PROVIDED RECORDS |
--------

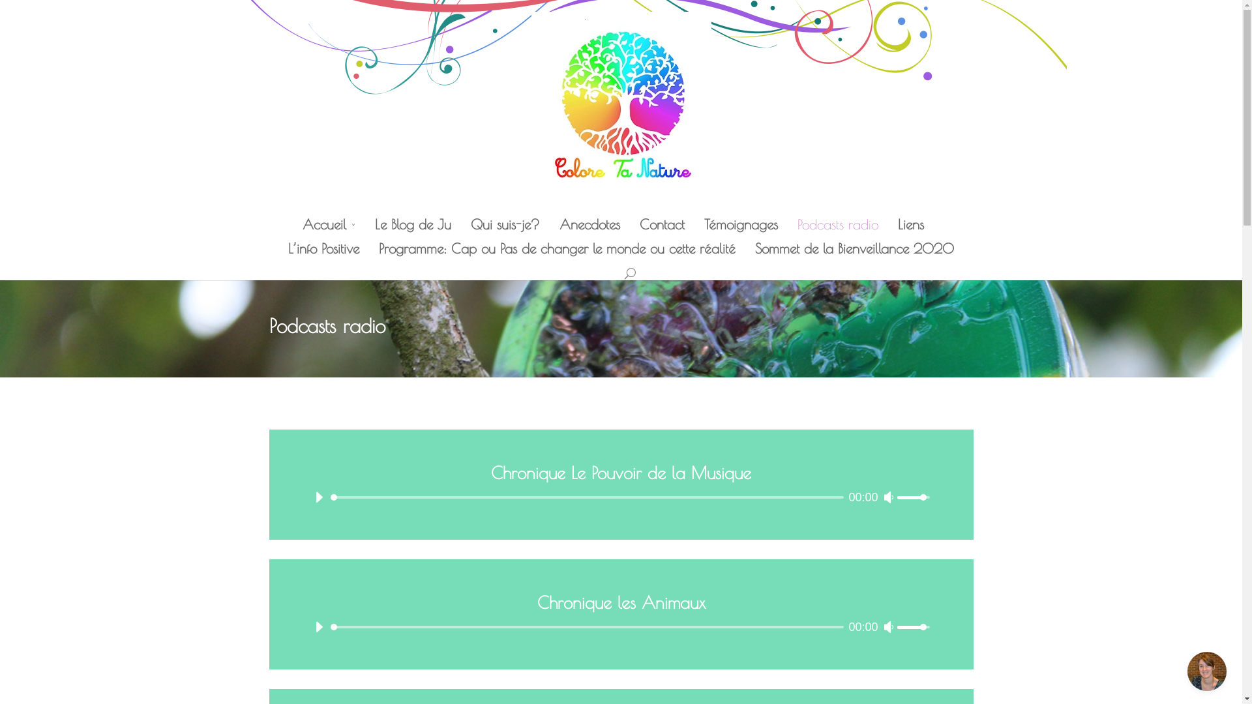 The height and width of the screenshot is (704, 1252). I want to click on Sommet de la Bienveillance 2020, so click(854, 253).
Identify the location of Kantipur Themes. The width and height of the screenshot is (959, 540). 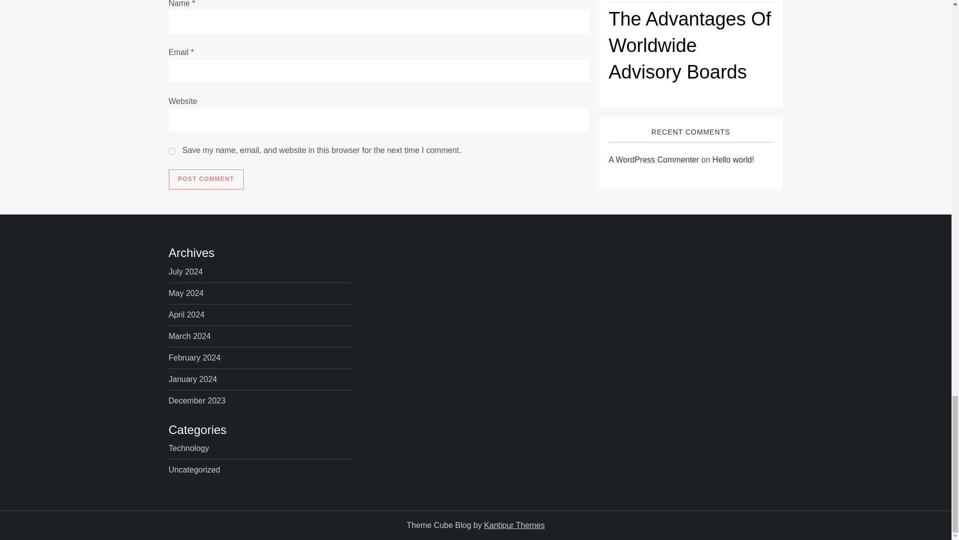
(515, 525).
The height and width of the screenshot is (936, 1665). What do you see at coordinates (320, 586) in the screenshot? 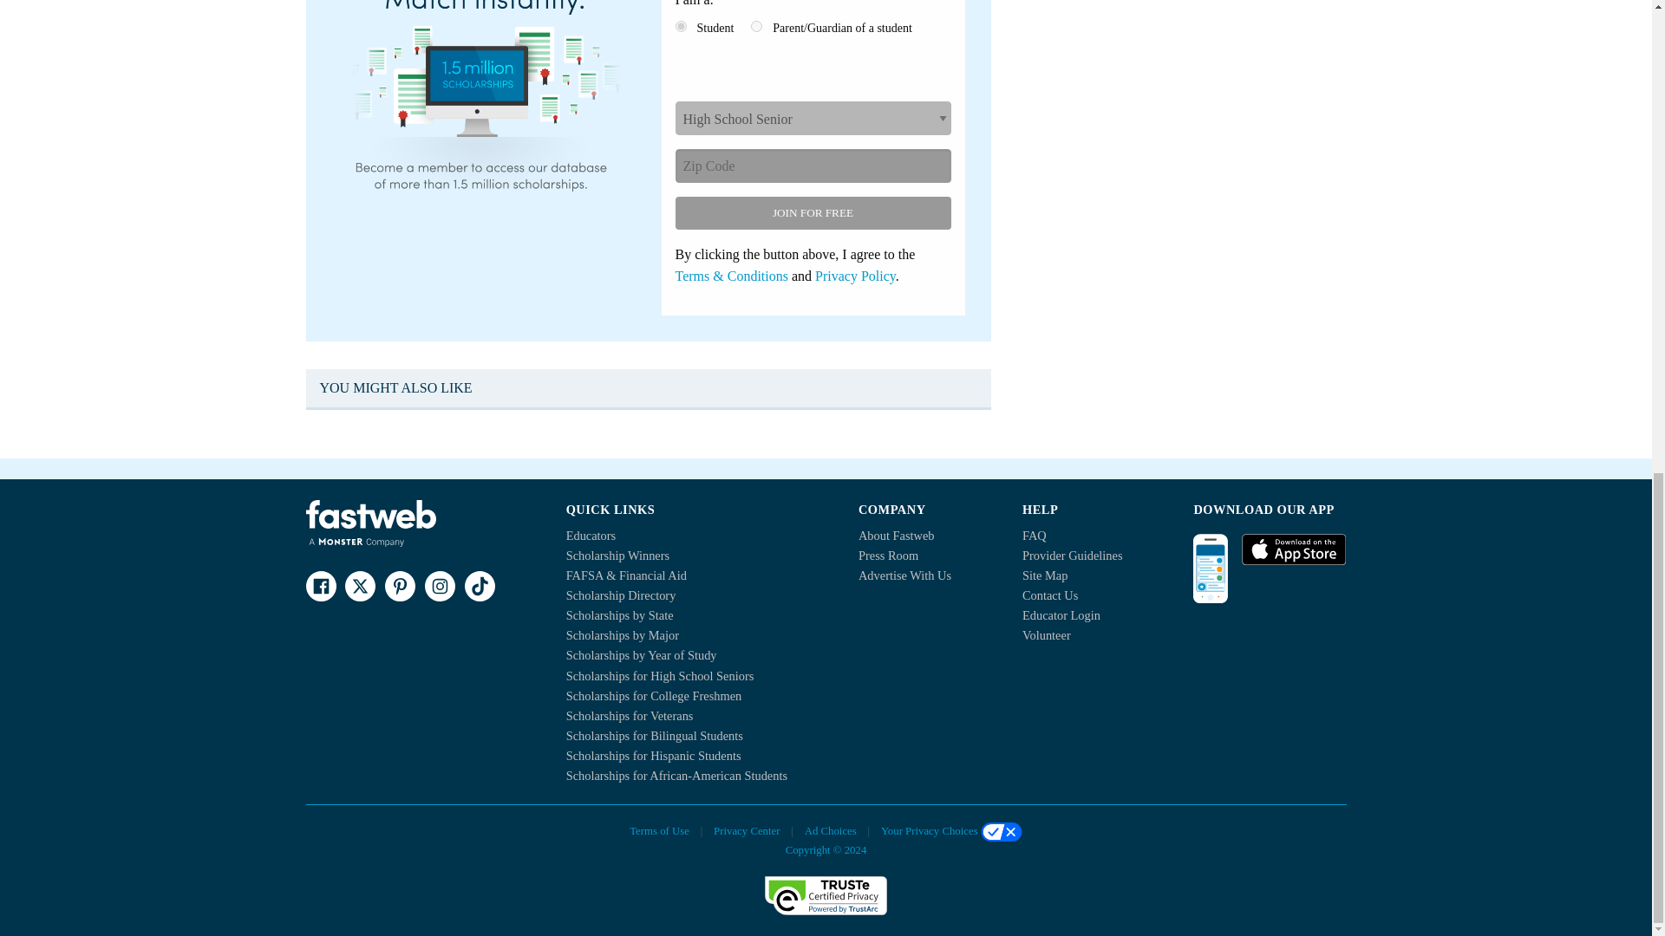
I see `Fastweb on Facebook` at bounding box center [320, 586].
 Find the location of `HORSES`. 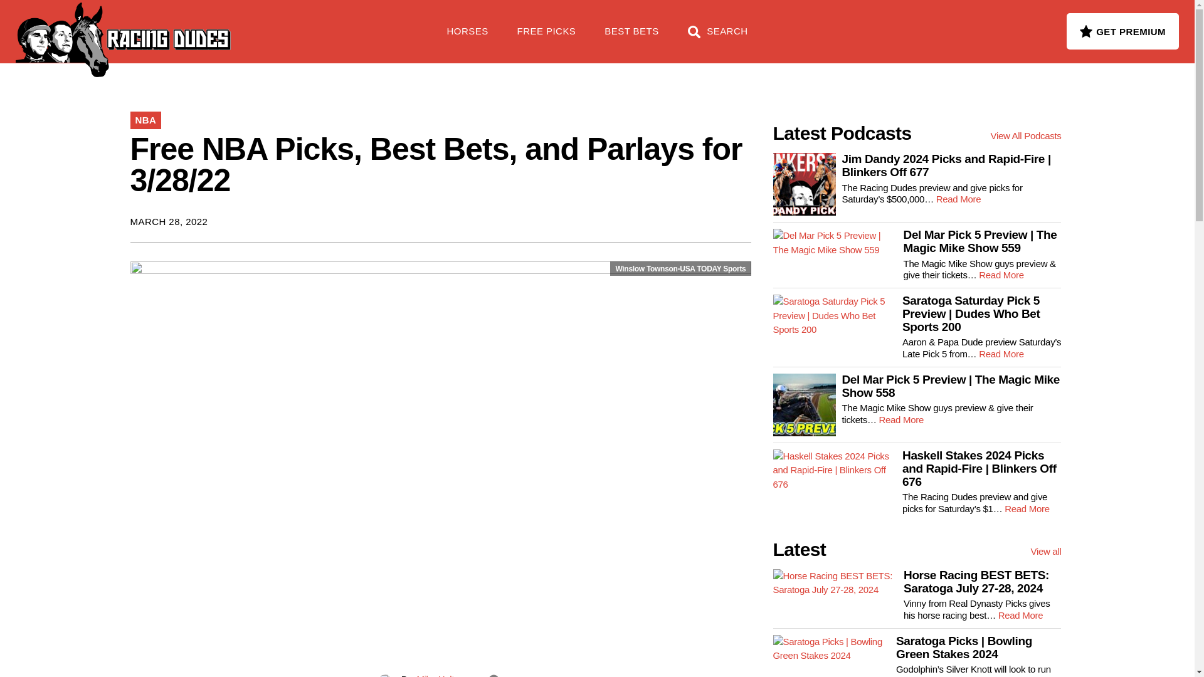

HORSES is located at coordinates (468, 38).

--------

Nothing but the lines from the one containing "Identify the location" through the last line of the data should appear in the answer, copied exactly, with pictures excluded.

YOUR RESPONSE |
Identify the location of Kantipur Themes. The width and height of the screenshot is (959, 540). 
(515, 525).
The height and width of the screenshot is (936, 1665). What do you see at coordinates (320, 586) in the screenshot? 
I see `Fastweb on Facebook` at bounding box center [320, 586].
 Find the location of `HORSES`. 

HORSES is located at coordinates (468, 38).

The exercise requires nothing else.